The goal is a simple, open source podcast creation platform with a great user experience.
Written by Dana Blankenhorn, Inactive

The University of California is using $500,000 in grants to build an open webcasting platform dubbed Operation Matterhorn, designed to automate the production and distribution of courseware.

The project wiki lists almost 40 people actively involved, with six being from UC-Berkeley but five active developers from the University of Osnabruck in Germany.

The goal is a simple, open source podcast creation platform with a great user experience. Meanwhile, an early version of a system called REPLAY is being made available through ETH Zurich in Switzerland, which is a participant in the main project.

In addition to the Wiki the project's members are trying to communicate in a variety of ways, including newsletters, mailing lists, videoconferences, even a Twitter group.

At the shared blog, Olaf Schulte described some of his own difficulties in publishing the above video on YouTube, expressing the hope that Matterhorn will make this process easier. "Video is certainly not an easy object to work with yet and open video probably even less so," he writes.

It is one thing to deliver a project, and this one is due for early delivery within a year. It is another thing entirely for professors to use it. And it is yet-another thing for colleges to accept the use of such technology as providing credit for real courses.

But given the recent explosion in online colleges, big-name schools realize that their big names won't be enough forever.
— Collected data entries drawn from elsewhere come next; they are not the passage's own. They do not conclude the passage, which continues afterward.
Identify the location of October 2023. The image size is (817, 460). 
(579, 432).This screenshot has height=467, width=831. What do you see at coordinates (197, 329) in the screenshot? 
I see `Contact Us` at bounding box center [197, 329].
So this is a start. Has it started in time?

It's true that schools like Walden University, the University of Phoenix and Capella University may have no status, but with real schools like Troy State and Central Michigan now actively engaged in the business, the clock is ticking.

How long will it be before graduates of online colleges start claiming that their coursework is as good as that offered by "real" schools like those in Project Matterhorn? How long before such graduates attain status in the real world? How long before their coursework really is just as good as what "real" schools offer?

Major universities claim they offer a "true" liberal arts curriculum, that on-campus living has real value, and that the friendships you make at college last a lifetime. But many of these online schools have offices in major cities, and their cost to produce a product is much, much less.

With many U.S. colleges in the last lap of preparing for a new college year, something to think about. Should your alma mater be worried?